Powered by Roundtable
NC95@RoundtableIO profile imagefeatured creator badge
Nick Crain
Mar 17, 2026
featured

Finishing No. 8 rather than No. 10 in the Western Conference standings could be the difference between the Blazers making the playoffs or not.

The Portland Trail Blazers have quietly put themselves in position to matter over the final few weeks of the season. At 33-36, Portland currently sits in the No. 10 seed in the Western Conference, which is just enough to get into the NBA play-in tournament. And with less than 20 games remaining and a 9.5-game cushion over the No. 11 seed Memphis Grizzlies, a team that is clearly prioritizing draft positioning at this point, it is fair to operate under the assumption that Portland is going to be in the play-in.

Now it becomes a question of positioning.

Because while being in the play-in is step one, where you land within that No. 7 to No. 10 range is everything. And for Portland, the gap between where it is now and where it could realistically get to is not all that daunting.

The Blazers are just half a game behind the Golden State Warriors for the No. 9 seed and only 1.5 games back of the LA Clippers for the No. 8 seed. The No. 7 seed Phoenix Suns, sitting 5.5 games ahead, feel a bit more out of reach unless something dramatic happens. But that No. 8 seed is right there.

And it is not just about optics or finishing higher in the standings. The difference between the No. 8 seed and the No. 10 seed in the play-in tournament is massive and arguably one of the most impactful jumps anywhere in the standings.

If Portland stays where it is at the No. 10 seed, the path is unforgiving. It would have to go on the road to face the No. 9 seed in a single elimination game. Lose that and the season is over. Win it and you are still not in. You then have to go on the road again to face the loser of the No. 7 versus No. 8 game, needing a second straight win just to claim the No. 8 seed. There is no margin for error, no safety net, and no home games.

Compare that to finishing as the No. 8 seed.

If the Blazers can climb into that spot, which again is just 1.5 games away, everything changes. Instead of a one and done scenario, Portland would get two opportunities to make the playoffs. They would open on the road against the No. 7 seed, but even with a loss, their season would not be over. They would come back home and host the winner of the No. 9 versus No. 10 matchup with the No. 8 seed on the line.

That is the key. Two cracks at it and a home game in what is essentially a win and you are in scenario.

That is a completely different level of control over your own destiny.

And when you look at the current landscape, it is not hard to talk yourself into this being realistic. The Clippers, who currently hold that No. 8 seed at 34-34, are dealing with a Kawhi Leonard injury, which introduces real volatility into their ability to hold that spot.

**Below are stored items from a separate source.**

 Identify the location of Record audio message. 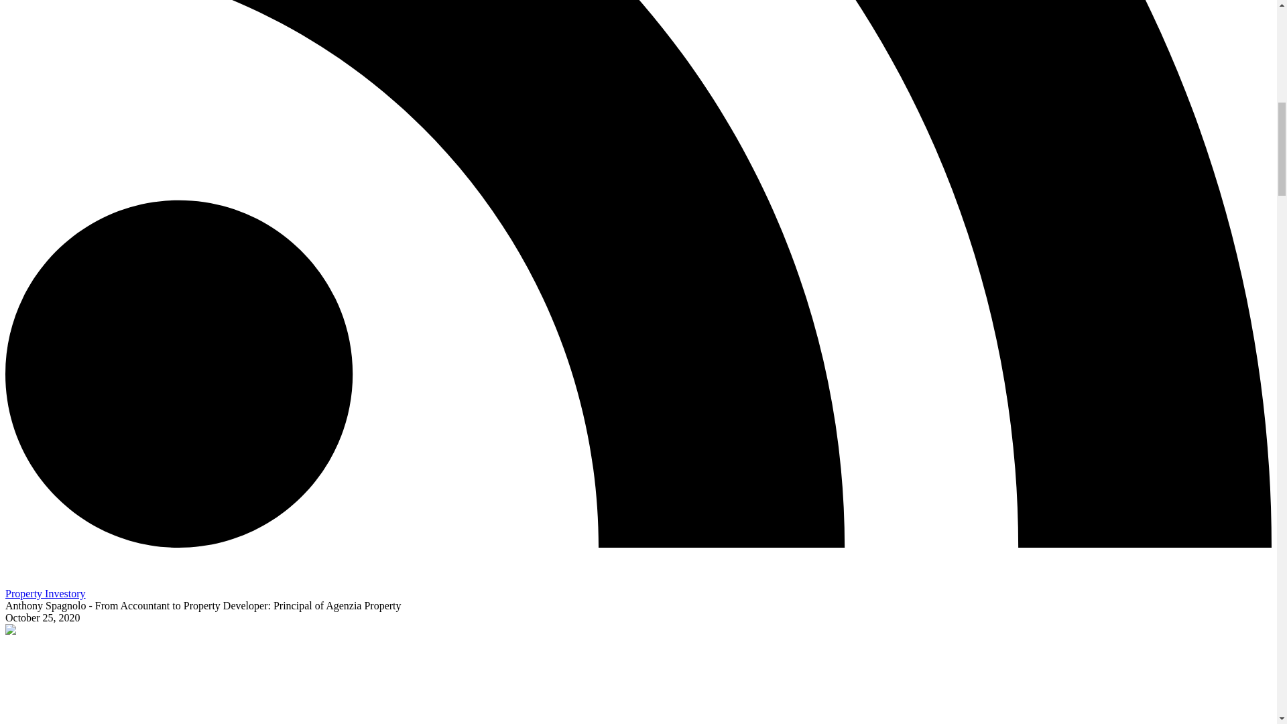
(13, 576).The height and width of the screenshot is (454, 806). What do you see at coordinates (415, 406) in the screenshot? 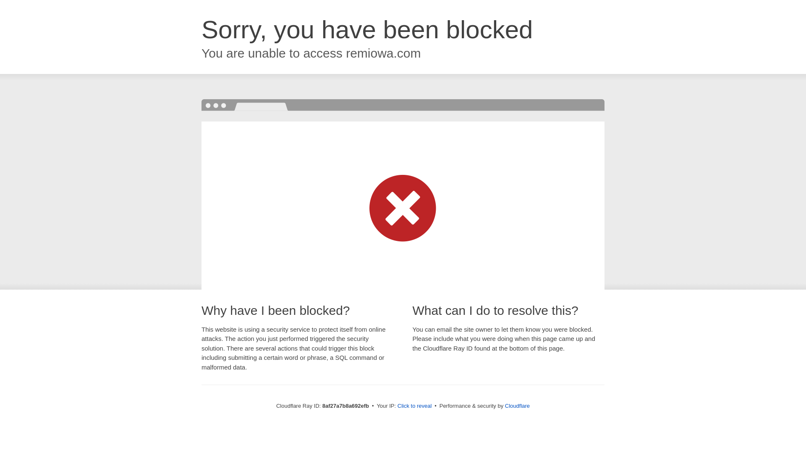
I see `Click to reveal` at bounding box center [415, 406].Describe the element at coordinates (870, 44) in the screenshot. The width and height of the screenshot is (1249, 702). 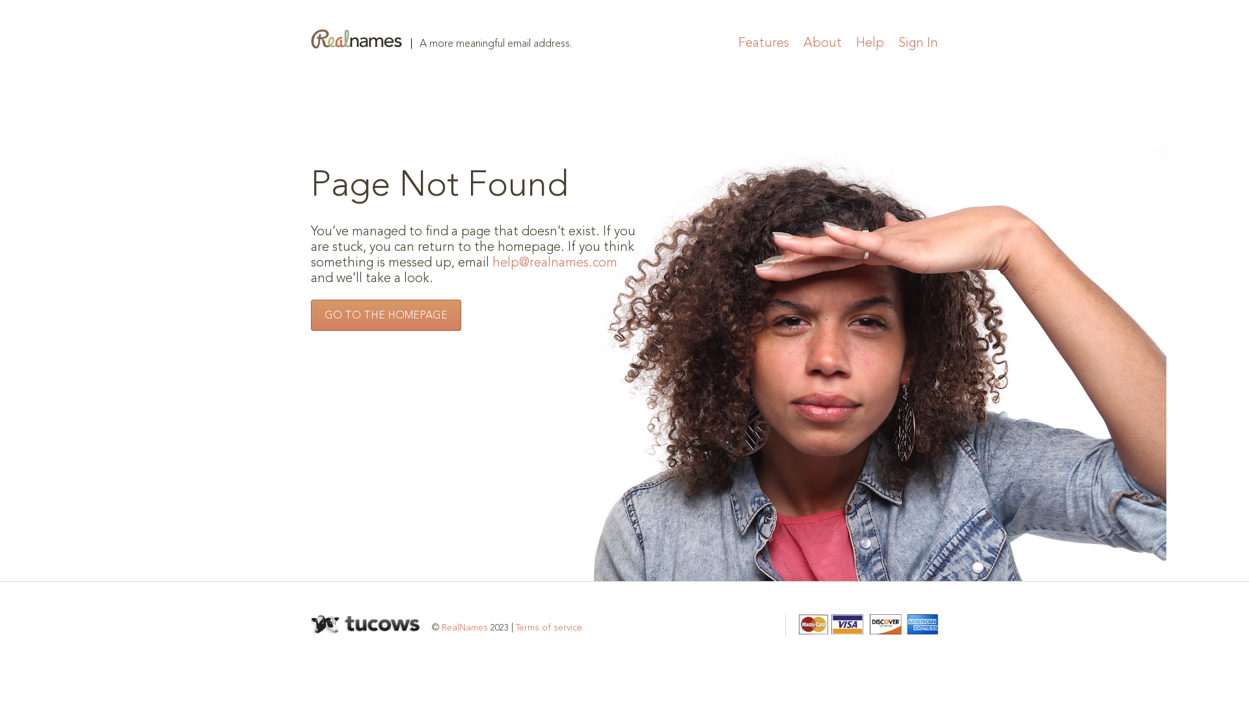
I see `Help` at that location.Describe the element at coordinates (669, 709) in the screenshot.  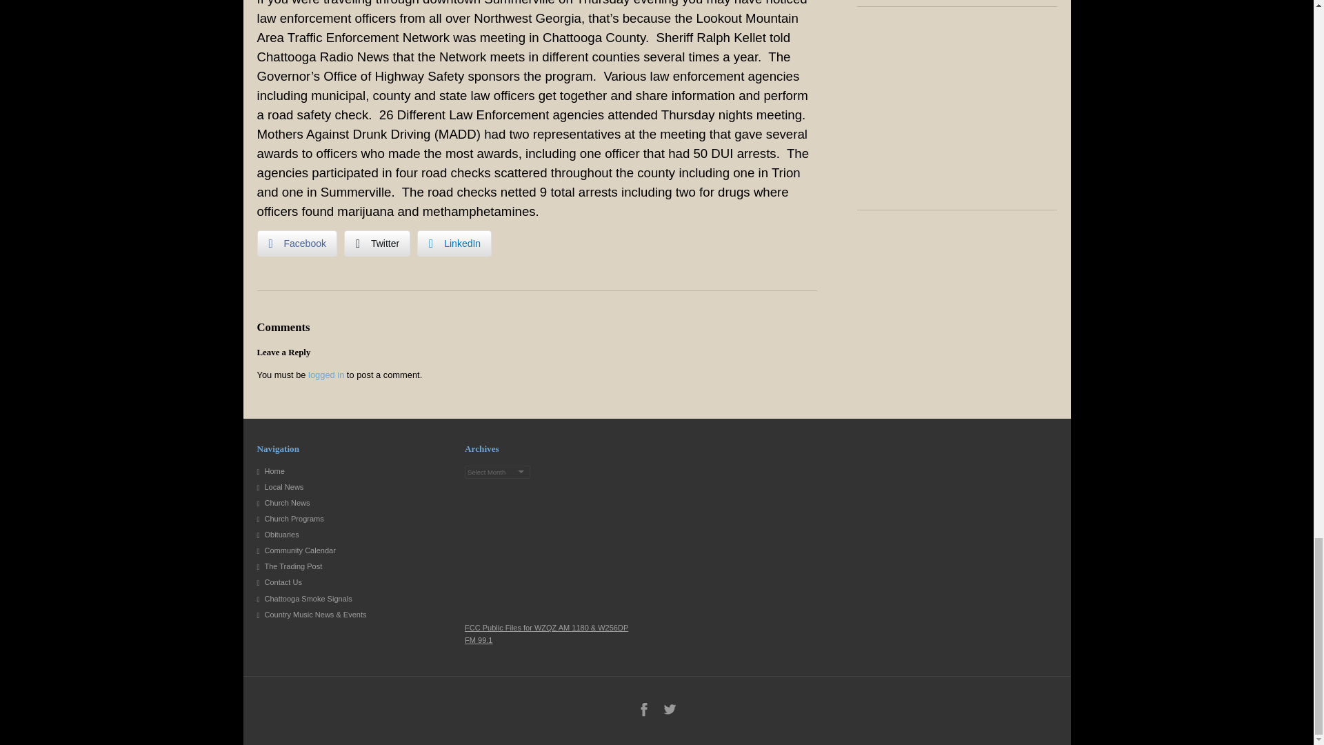
I see `Twitter` at that location.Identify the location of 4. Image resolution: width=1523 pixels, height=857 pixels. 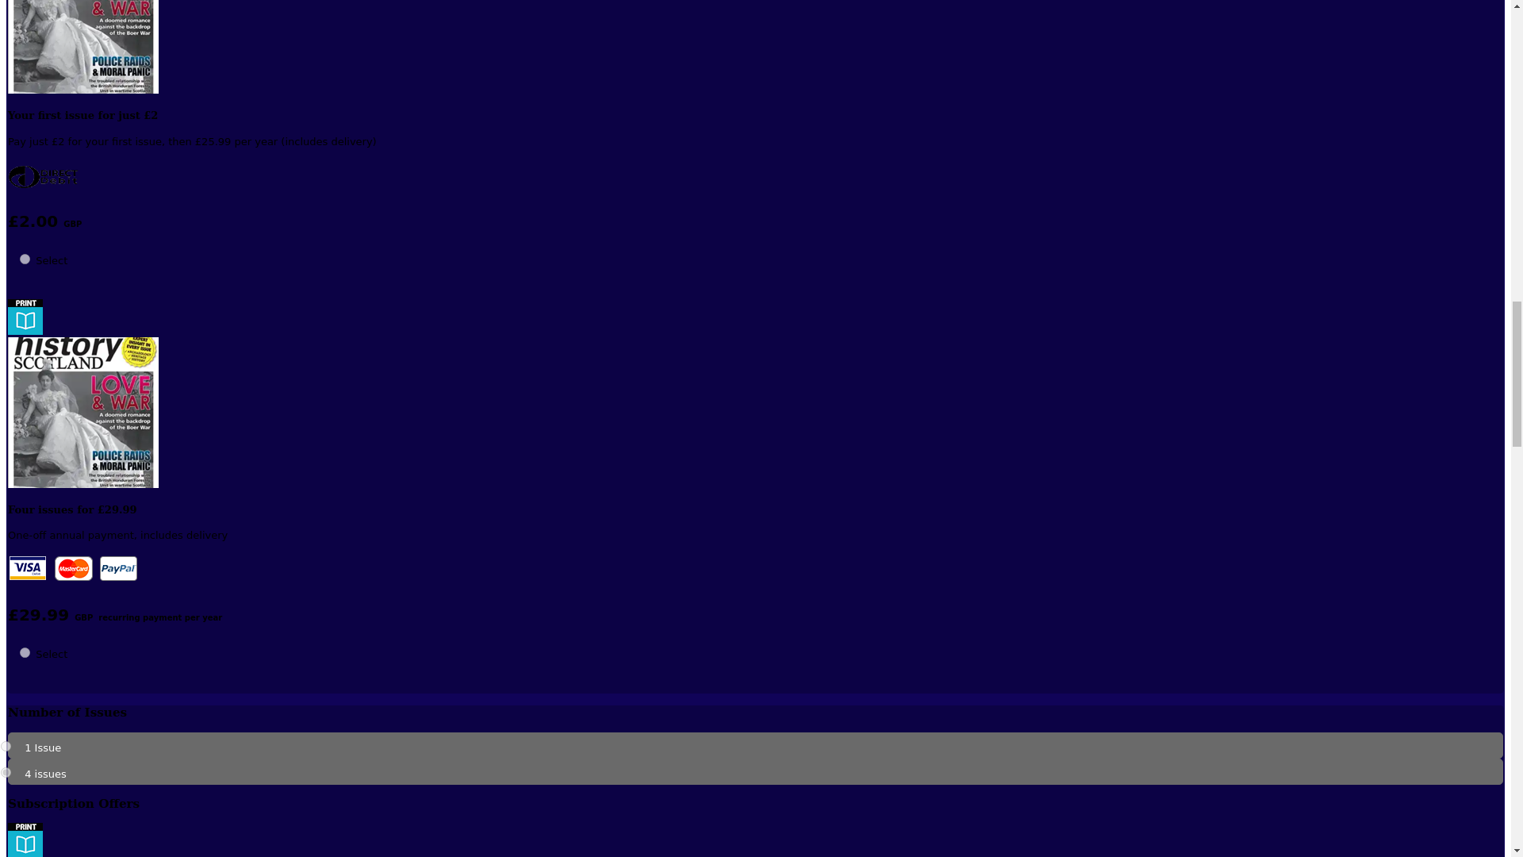
(6, 771). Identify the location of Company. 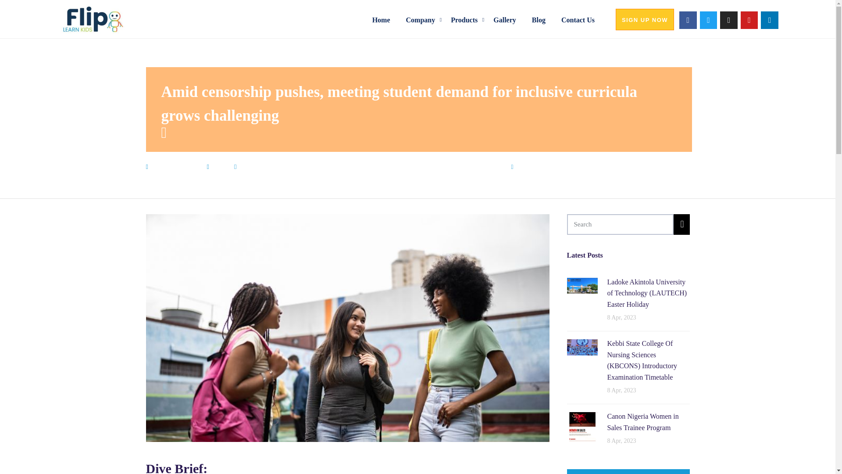
(423, 19).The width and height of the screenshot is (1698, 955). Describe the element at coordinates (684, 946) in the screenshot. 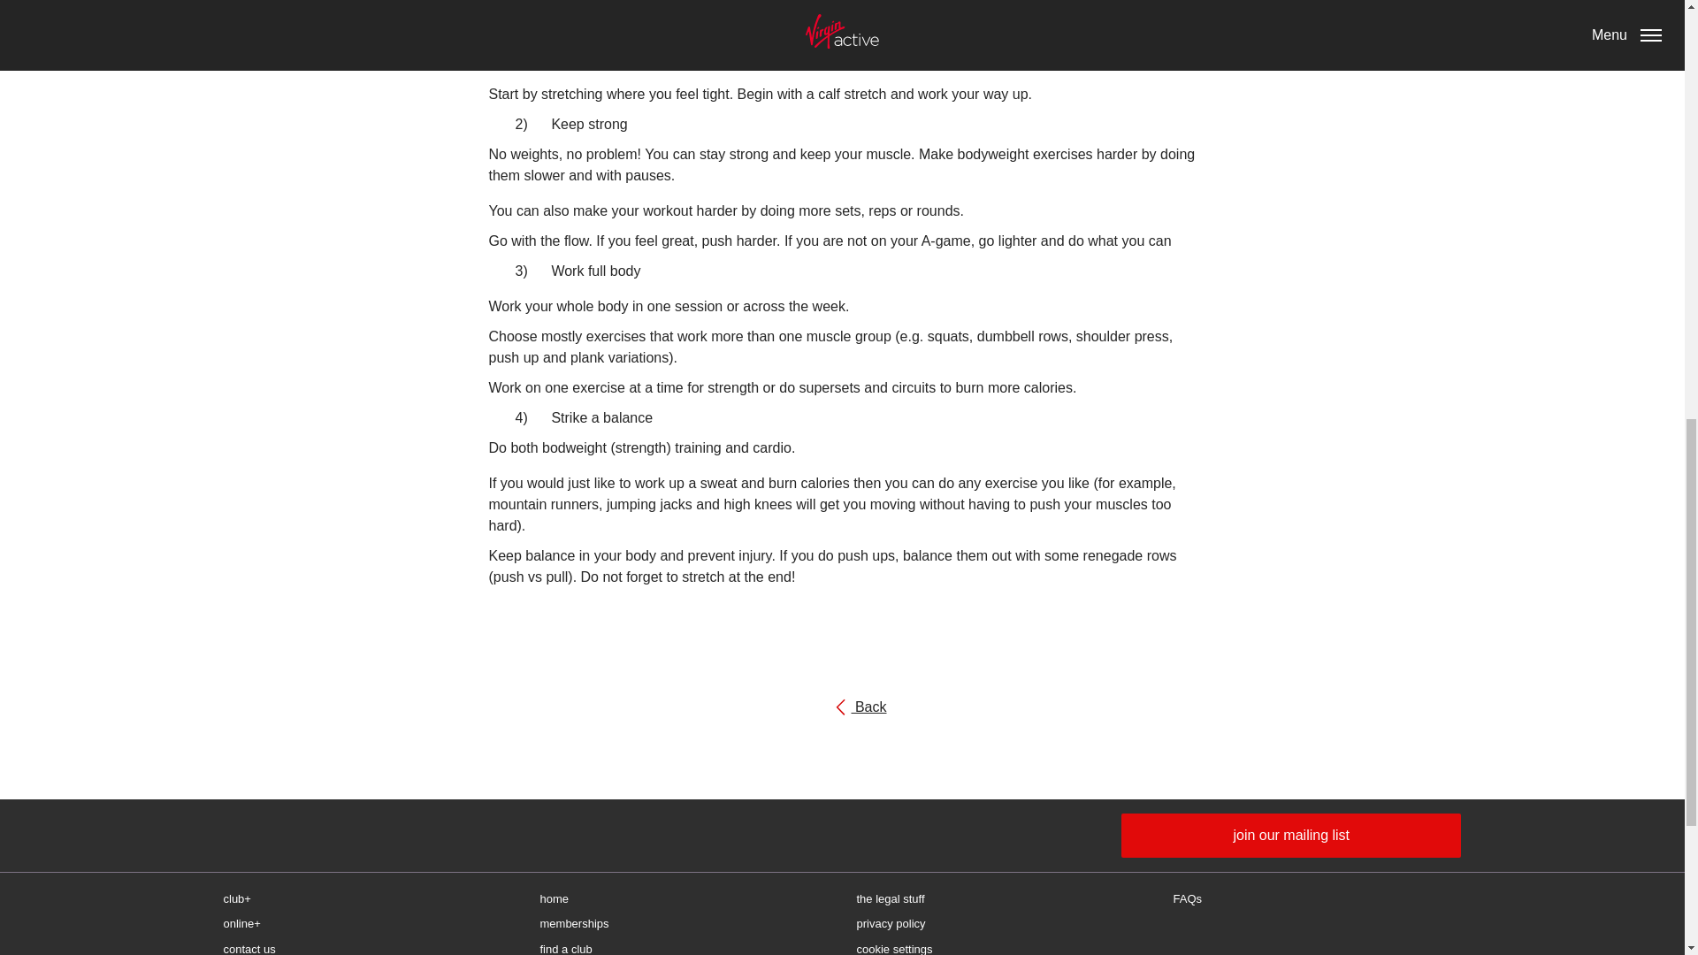

I see `memberships` at that location.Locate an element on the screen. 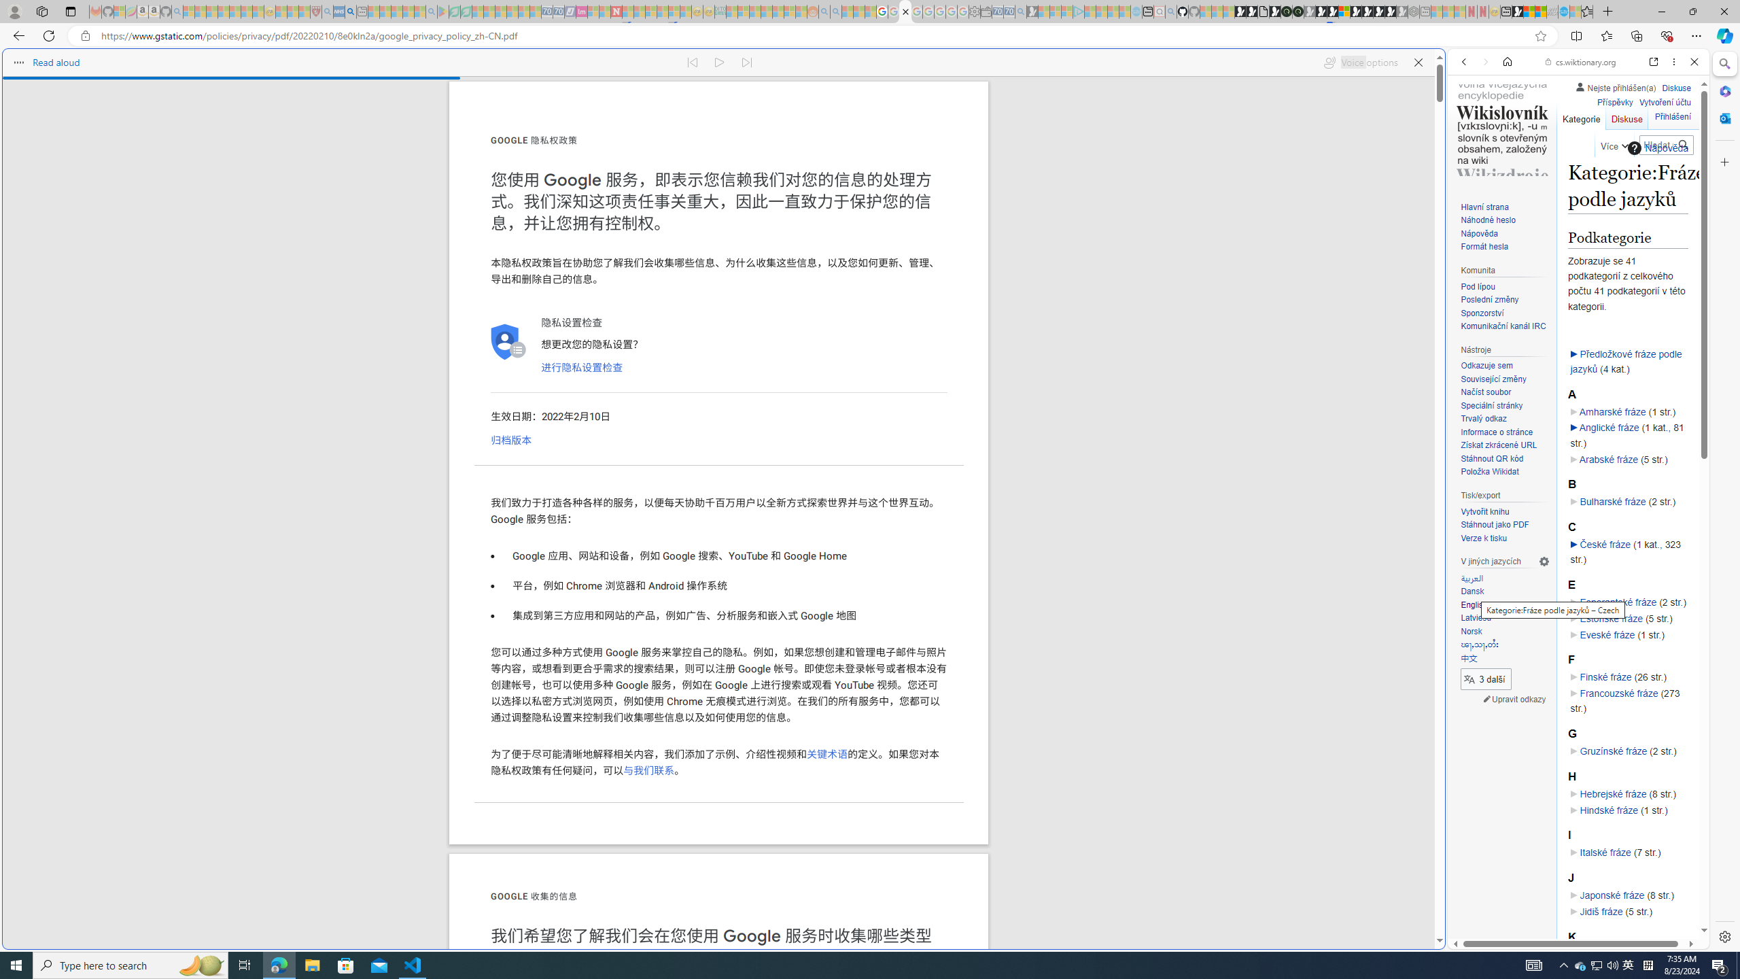 The width and height of the screenshot is (1740, 979). Cheap Car Rentals - Save70.com - Sleeping is located at coordinates (1009, 12).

Portland, meanwhile, is just three games under .500 and very much within striking distance with a manageable gap to close.

This is not a situation where the Blazers need a miracle run. They just need to be slightly better than one or two teams over the final stretch.

And the reward for doing so is disproportionate to the effort required.

Because this is not just about moving up two spots in the standings. It is about fundamentally changing the math of your postseason chances. Going from the No. 10 seed to the No. 8 seed means going from needing two road wins with zero margin for error to needing just one win in two opportunities, with one of those games coming at home.

That is the difference between a long shot path and a legitimate shot.

So yes, the Blazers making the play-in feels close to a given at this point. But what happens next is still very much up in the air. And over these final few weeks, the most important thing Portland can do is not just win games. It is win just enough to climb.

Because getting to the No. 8 seed changes everything.